EU lawmakers assembled a dossier on the group, accusing Gbagbo and former prime minister Affi N'Guessan of "expression of radical views and active disinformation [and] incitement to violence."

For "participation in the illegitimate government of Mr. Laurent Gbagbo," the document listed former budget minister Justin Kone Katina and Daniele Boni Claverie, a French national who had served as minister for Women, the Family and Children.

The group fought the sanctions with a July 2011 lawsuit, but the General Court of the European Union dismissed their actions as time-barred.

Though the group had missed the two-month deadline for appealing a council decision, they claimed on appeal that the state of war in the Ivory Coast (Cote d'Ivoire) constituted a force majeure that made timely filings impossible.

Late last year, Pedro Cruz Villalon, an advocate general for the EU Court of Justice, recommended allowing the late appeal. "Against a backdrop of civil war - or at least one of the greatest insecurity and confusion, in a territory where the effectiveness of a reasonably established public authority is not guaranteed," communication difficulties can prevent timely filings, he found.

Chucking this recommendation Tuesday, the Luxembourg-based high court found that Gbagbo and his associates received notice of the sanctions either directly or through its publication in official EU journals.

"Given that such notices are capable of enabling the persons concerned to identify the legal remedies available to them in order to challenge their designation in the lists concerned and the date when the period for bringing proceedings expires, it is important that the appellants should not be able to defer the starting point of the period for bringing proceedings by relying on the fact that there was no direct communication or that they actually became aware of the contested measures at a later date," the decision states. "If such a possibility were, in the absence of force majeure, open to the appellants, it would jeopardize the very objective of a time-limit for bringing proceedings, which is to protect legal certainty by ensuring that European Union measures which produce legal effects may not indefinitely be called into question."

The General Court mistakenly held that the clock on filing appeals began running when the EU Council published its decision, according to the ruling. It actually began when the notices were published, but the justices found that Gbagbo and his gang filed their appeals after the correct deadline as well.

Gbagbo's group also failed to present specific evidence that armed conflict in the Ivory Coast constituted force majeure and entitled them to extended deadlines, the court found.

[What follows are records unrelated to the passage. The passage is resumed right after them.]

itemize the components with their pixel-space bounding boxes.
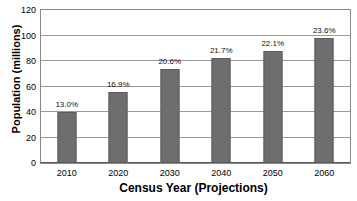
x-axis-tick-label: 2050 <box>263 168 283 178</box>
bar[interactable] <box>263 51 282 163</box>
x-axis-title: Census Year (Projections) <box>36 181 351 195</box>
bar-slot: 23.6% <box>299 10 351 163</box>
bar-value-label: 23.6% <box>313 26 336 35</box>
bar[interactable] <box>57 112 76 163</box>
bar-value-label: 20.6% <box>158 57 181 66</box>
y-axis-tick-label: 120 <box>2 6 36 15</box>
bar-value-label: 16.9% <box>107 80 130 89</box>
y-axis-tick-label: 20 <box>2 134 36 143</box>
y-axis-tick-label: 40 <box>2 108 36 117</box>
bar[interactable] <box>160 69 179 163</box>
y-axis-tick-label: 0 <box>2 159 36 168</box>
y-axis-tick-labels: 020406080100120 <box>0 9 36 164</box>
x-axis-tick-label: 2060 <box>314 168 334 178</box>
bar-slot: 20.6% <box>144 10 196 163</box>
bar-slot: 16.9% <box>93 10 145 163</box>
bar-slot: 21.7% <box>196 10 248 163</box>
x-axis-tick-labels: 201020202030204020502060 <box>41 168 350 180</box>
bar[interactable] <box>109 92 128 163</box>
bar[interactable] <box>212 58 231 163</box>
bar-value-label: 22.1% <box>261 39 284 48</box>
bar-slot: 13.0% <box>41 10 93 163</box>
bar-slot: 22.1% <box>247 10 299 163</box>
y-axis-tick-label: 60 <box>2 83 36 92</box>
bar[interactable] <box>315 38 334 163</box>
bar-chart: Population (millions) 020406080100120 13… <box>0 0 357 201</box>
y-axis-tick-label: 100 <box>2 32 36 41</box>
x-axis-tick-label: 2010 <box>57 168 77 178</box>
x-axis-tick-label: 2020 <box>108 168 128 178</box>
x-axis-tick-label: 2030 <box>160 168 180 178</box>
bar-value-label: 21.7% <box>210 46 233 55</box>
y-axis-tick-label: 80 <box>2 57 36 66</box>
bars-layer: 13.0%16.9%20.6%21.7%22.1%23.6% <box>41 10 350 163</box>
bar-value-label: 13.0% <box>55 100 78 109</box>
x-axis-tick-label: 2040 <box>211 168 231 178</box>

"It is for the party concerned to establish first that abnormal circumstances, unforeseeable and outside his control, made it impossible for him to comply with the time limit for bringing proceedings laid down by EU law and secondly, that he could not guard against the consequences of those circumstances by taking appropriate steps without making unreasonable sacrifices," the justices wrote. "In this case, the appellants make general reference to there being in Côte d'Ivoire a situation of armed conflict, which according to them began in November 2010 and continued at least until April 2011. However, none of the appellants has presented in their appeals before the court any material which might enable the court to understand in what way and for what specific period of time the general situation of armed conflict in Côte d'Ivoire and the personal circumstances relied on by the appellants prevented them from bringing their actions in good time."

Meanwhile, Ivorians went to the polls again this weekend for local elections, the first since 2010 when Gbagbo's refusal to concede and subsequent propaganda war resulted in violence and 3,000 deaths. UPI reported that members of Gbagbo's Ivorian Front Party are boycotting the current elections.

A U.N. peacekeeper reported acts of intimidation and other "regrettable incidents" prior to voting, UPI said.

Gbagbo faces four counts of crimes against humanity in the International Criminal Court in The Hague, the Netherlands. The ICC postponed hearings indefinitely, however, over concerns for the deposed leader's health.